His breath catches in his throat, and he tries in vain to relax his shoulders before he peers again at the image. Her hair is changed, as one would expect after all this time, but the name is all wrong. She looks different from how he remembers her …
He begins to doubt himself. Gently, his thumb slides over the slightly grainy photograph. The woman’s face is only half turned towards the camera as if she’s shy of the lens. But even through the poor resolution of the photograph, surely there’s no mistaking that smile, the same sly tilt to her head – it all rushes back to him in an instant.
It’s her. It could really be her.
Janey.
His stomach clenches. The fork clatters on to the plate.
His hand trembles as he grips the edges of the paper. His tongue is dry, his mouth sour.
It should have been her who suffered.
He stands abruptly, the chair groaning beneath him as he paces the room, the paper crushed in his fist. His breath comes shallow and fast as his heart hammers against his ribs.
It’s been years, but now his rage is fresh,alive. Fermenting in his gut, like something rotten and acrid.
Here she is, smiling for the cameras with her feckless husband. Winning a dream house, living the dream life.Living.
Meanwhile, the people he cared about are all dead, including his beloved cat.
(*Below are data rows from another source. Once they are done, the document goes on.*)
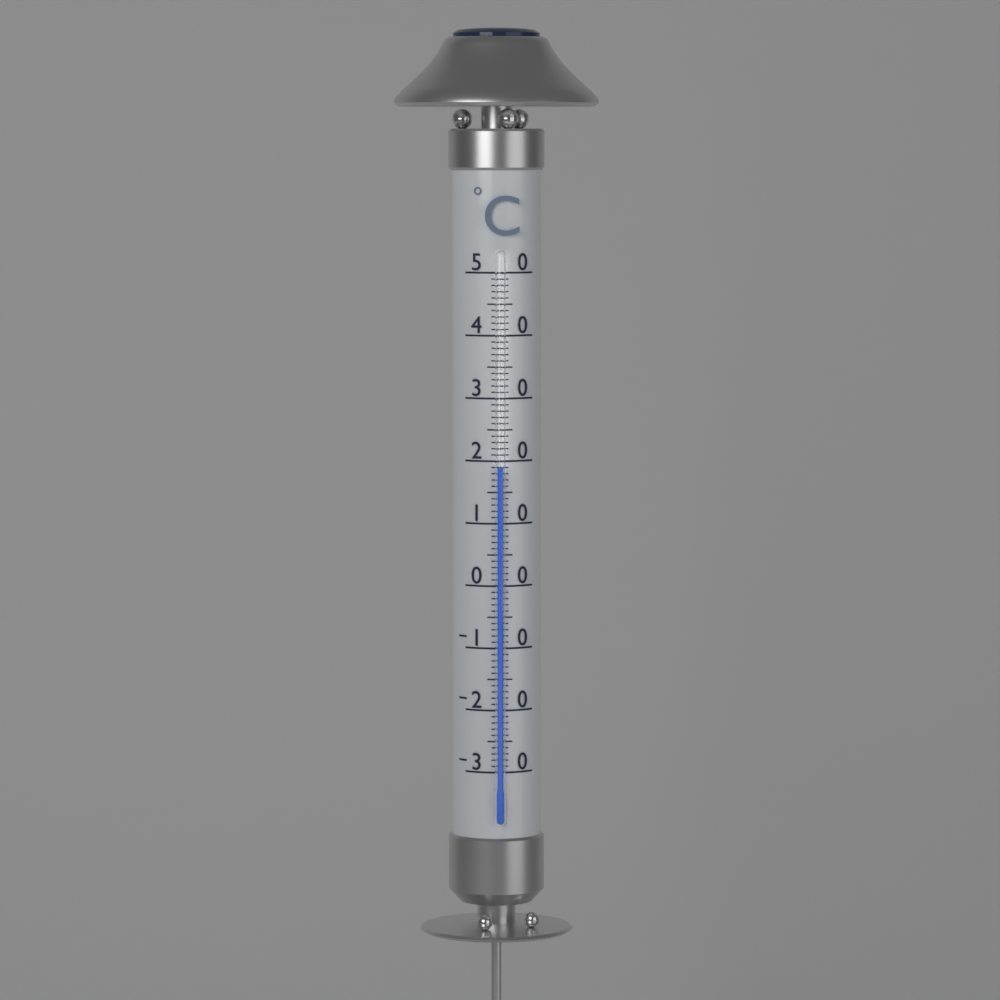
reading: 19 °C
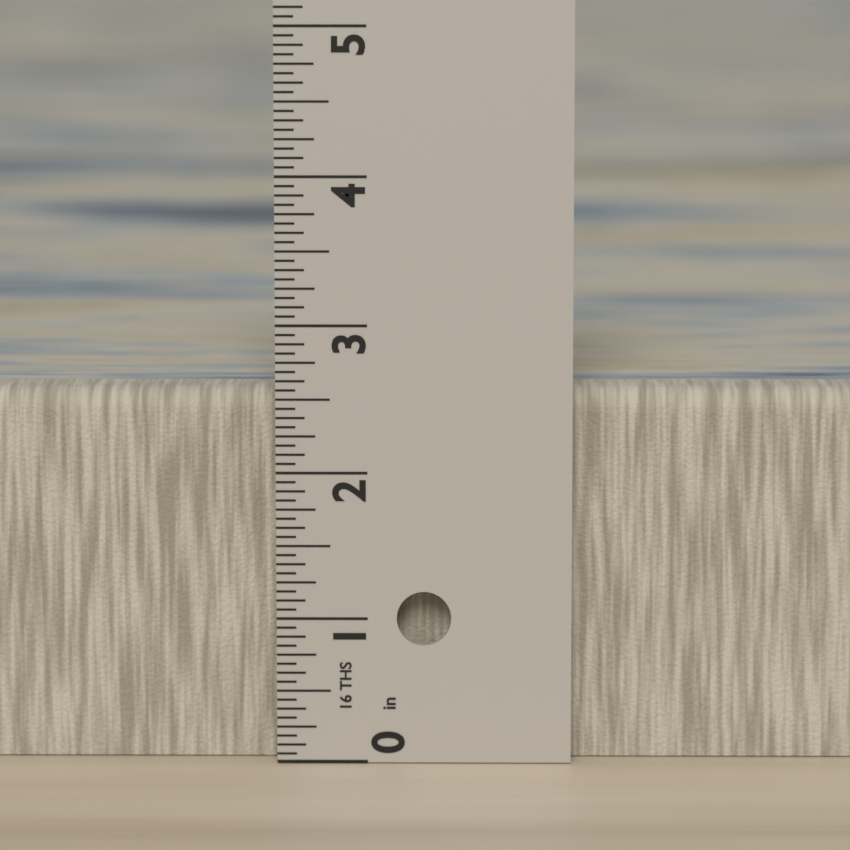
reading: 2.5625 in
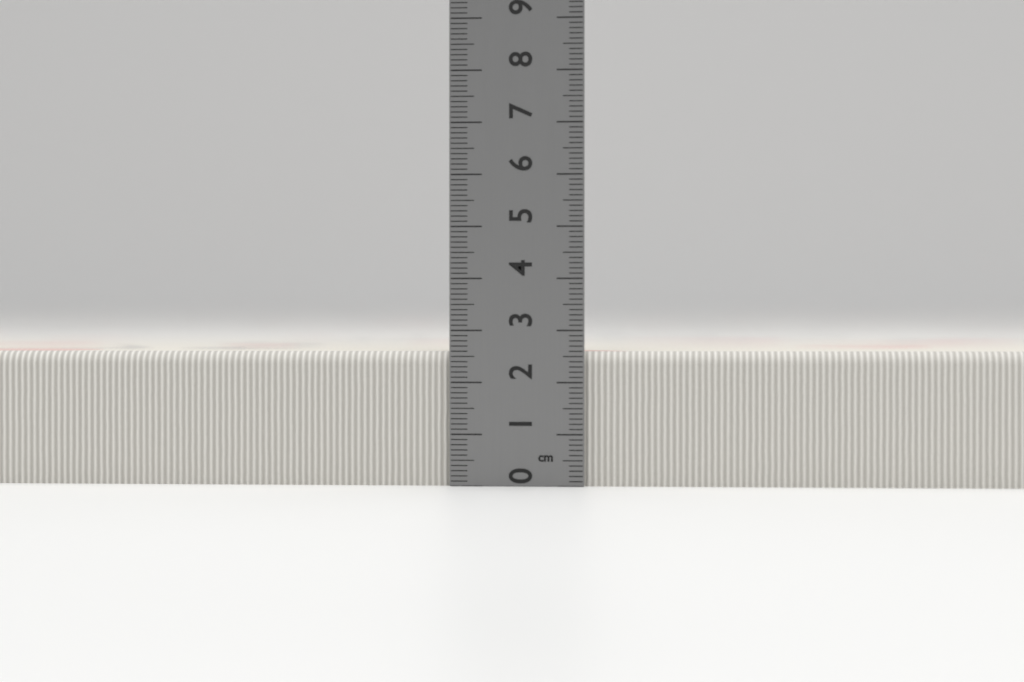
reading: 2.6 cm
And now … Well, now he is truly alone in the world.
The newspaper trembles as he smoothes it out, his thumb pressing hard over her face.
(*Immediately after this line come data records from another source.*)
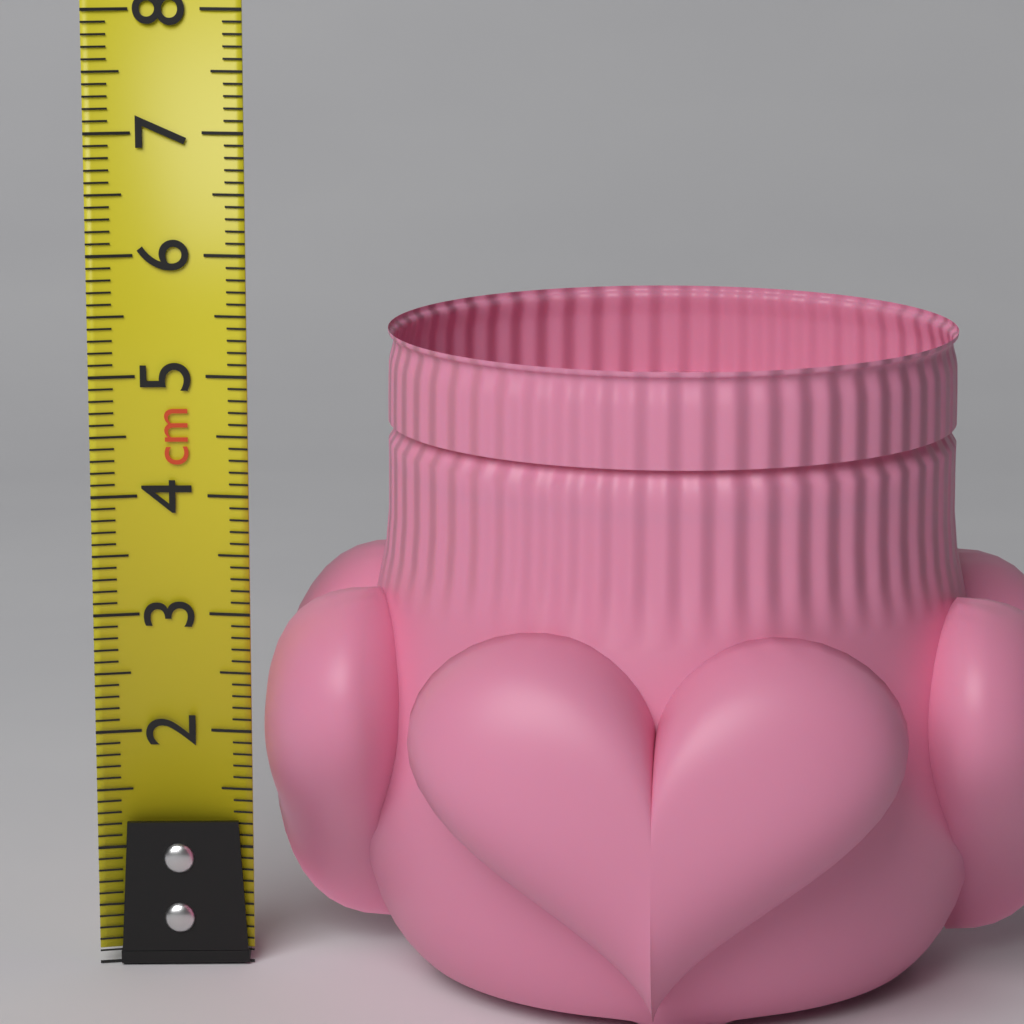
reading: 5.4 cm
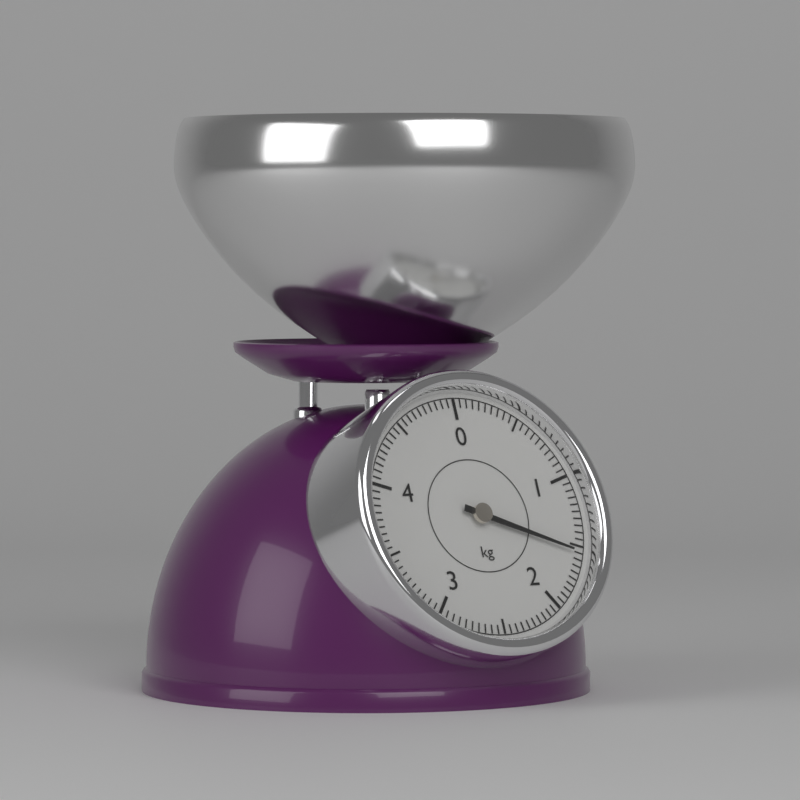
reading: 1.55 kg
His throat burns, his vision tunnelling as memories claw their way up, dragging him under.
He exhales sharply. This means it isn’t over. Not by a long chalk.
His fingers tighten, the paper crumpling. ‘Janey,’ he whispers, so softly his lips barely quiver. He’s been searching for so long but had almost given up hope of ever finding her again. She’d left so suddenly – vanished, really. Without a word. He’d been in the grip of pneumonia, fighting for his life in hospital. They hadn’t expected him to survive.
But he had survived and he’d never forgotten her. How could he when she’d single-handedly ruined his life?
At first, the ache of grief had consumed him for months. It had naturally waned over time, of course, but the hatred had lingered all these years. And now he could feel that same hatred invigorating him, easing his loss.
He stares at the man in the picture again –Dev– his arm draped casually around her shoulders. His jaw clenches.
Has he any idea who his partner really is? Or what she’s capable of?
A new house and a new life perhaps, but still the same selfish Janey.
His head buzzes with a strange mix of emotions – rage, curiosity, excitement. After all this time, the truth has finally surfaced, and he knows where she is.
Suddenly he has a purpose again.
When he looks down, he sees his thumb has ripped straight through the paper. Obliterating Janey’s face.
10
Merri
The house is stunning, even more beautiful than the photos.
The limo crawls up the hillside, its tyres crunching on gravel. I tell myself it’s just the nerves, but the driver has said barely a word since we left home, and there’s something about the way his eyes gravitate to the rear-view mirror … like he’s watching us, not the road.
Dev lets out a low whistle. ‘Jeez Louise!’
The place is like something straight out of a Hollywood movie, a glass palace that glows with warmth and promise in the afternoon light. Perched on a grassy knoll above Lake Windermere, it’s modern and vast, yet seems to merge effortlessly with the natural landscape. The glass façade reflects the blue sky, white clouds and the lush trees surrounding it. From outside, the large windows reflect nothing but endless trees and the dark stretch of water. It seems too quiet and still, as if the house itself has been waiting for us to arrive.
Ben from DreamKey is a tall guy with shoulder-length dark-blond hair and a surfer vibe. He’s waiting for us at the front of the house with a cameraman. He greets us and says, ‘Congratulations. Let’s show you around your beautiful new home.’